Gentle visitors,
The denizens of the upper half of this dappled orb, which we fondly Gaia, must have noticed that summer has run its course, and our worries have naturally turned from the scourge of global warming (or at least the breathless warnings of the same) to the inconvenience of hemispheric cooling and light deprivation. The irony is that the latter worry is insoluble, even with a semi-global awakening, while the former worry --colossal and catastrophic as it is -- might be addressed by concerted, global action.
Your humble Contributor, ever mindful of his greenness and sustainability, etc., once offered a global solution in this vein. What, he asked, with a scholarly air that once involved the prop of a pipe and a wisp of smoke -- what if we carbon-based freeloaders agreed that we would not exhale for one day out of each week for a whole year?
Our rough calculations, based on the median volume of CO2 in a human exhalation (excluding heavy sighs, yawns, and other non-verbal cues) times the mean exhalations per subject per day (21,600, excluding experienced oyster divers and hyperventilating young raconteurs) times 6,789,071,460 (the current estimate of Gaia's children, excluding racketeers, scofflaws, hooligans, and other public officials)indicate that such a project could reduce carbon-emissions by as much as 1%, thereby acting as a virtual hand fan on Gaia's rotund and somewhat overheated corpus.
More importantly, however, the project would have the added benefit of culling the human race from the worldwide diversity of fauna -- the very species whose relentless insistence on living and thriving have placed Gaia in her current peril!

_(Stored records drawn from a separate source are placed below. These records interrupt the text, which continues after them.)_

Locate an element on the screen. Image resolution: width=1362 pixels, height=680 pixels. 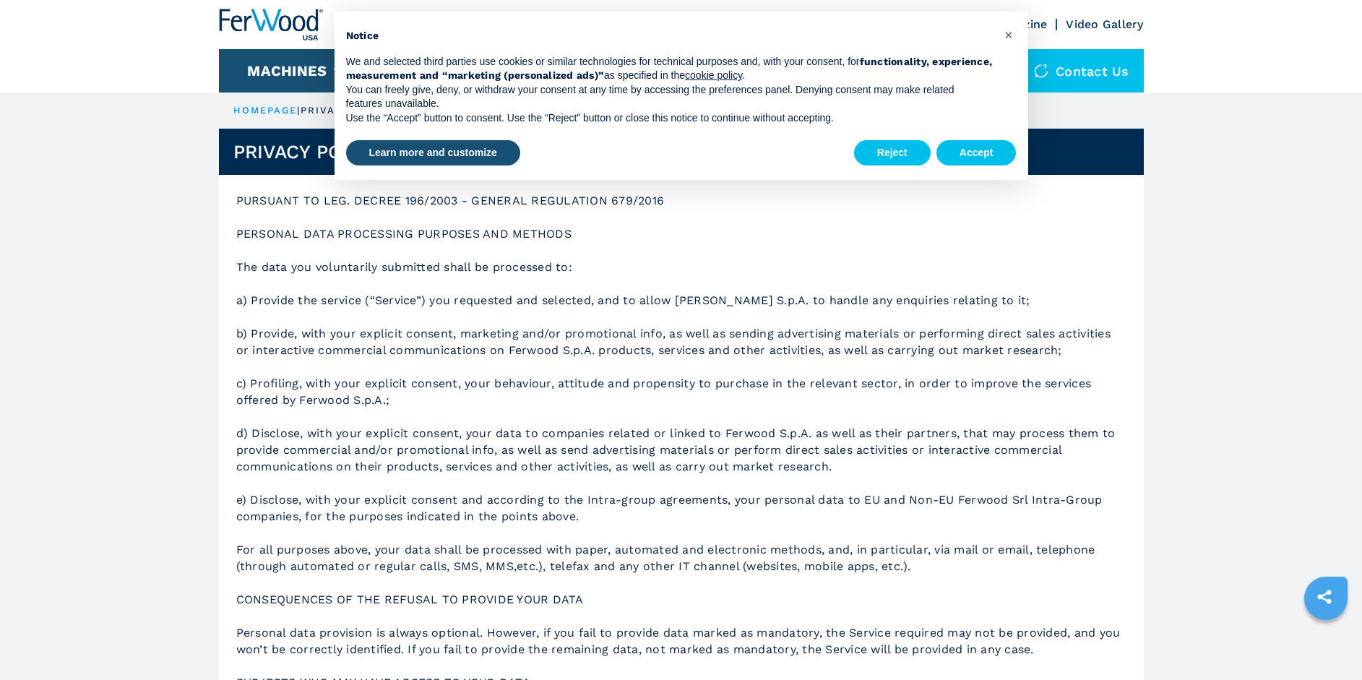
p: You can freely give, deny, or withdraw your consent at any time by accessing the preferences pane... is located at coordinates (670, 97).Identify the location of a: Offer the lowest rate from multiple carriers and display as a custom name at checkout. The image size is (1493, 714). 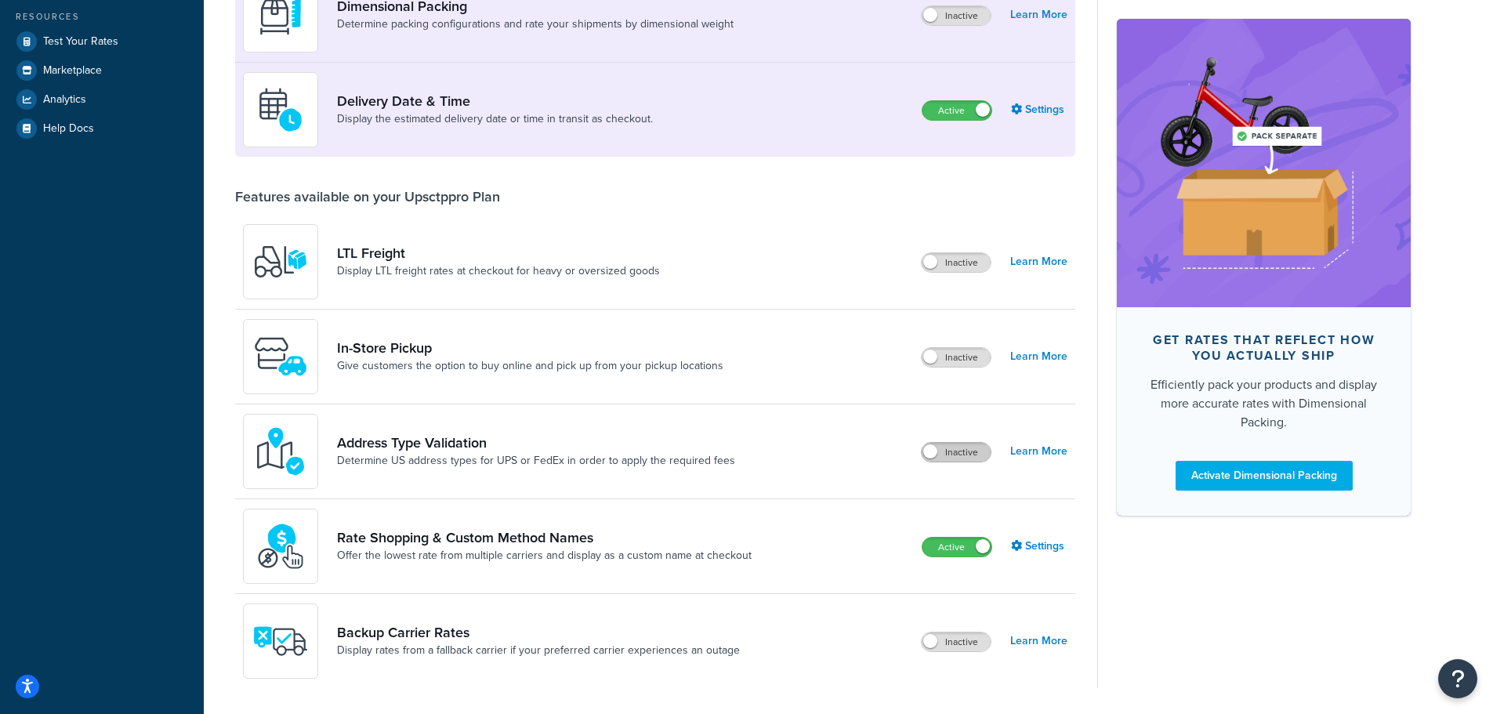
(544, 556).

This inspiration for a global non-expiration expiration event seemed the thing until peer reviewers noted that the very success of the project would be its undoing: that is, after the non-expiration expiration event, no-one would remain to record the splendid results save a handful of tenured chimps with the time and grant money to publish them.
No matter that we reminded our critics of Borel's mathematical theorem, which, in its simplest form, might be expressed as follows:
No matter, since, as they noted, typewriters have become exceedingly rare and qwerty these days. Moreover, the quantity of paper required for such a theoretical simian project -- conservatively estimated at 1010 reams -- would exhaust the world's forests, thus, again, defeating the very purpose. Likewise, my alternate suggestion of enlisting the earth's leafy flora -- a generally sedentary lot -- to recycle carbon dioxide into oxygen was rejected as scientifically unsound and politically unthinkable.
On reflection, the problem is less with the world burning up or even seasonally turning away from her shining suitor, than with Gaia herself. Consider that she fell for her own son, Uranus -- not a bright prospect -- then, unsurprisingly, bore him Cyclops and other monstrous offspring, then sent off her horrific brood to emasculate the poor, dear son/husband. Goodness! May we not rightly question her judgment?
Perhaps the answer would be to cease worshiping her, and go about our business of living, treading across her ample person with some regard for her tremors and her spells, and for our own muddy footprints.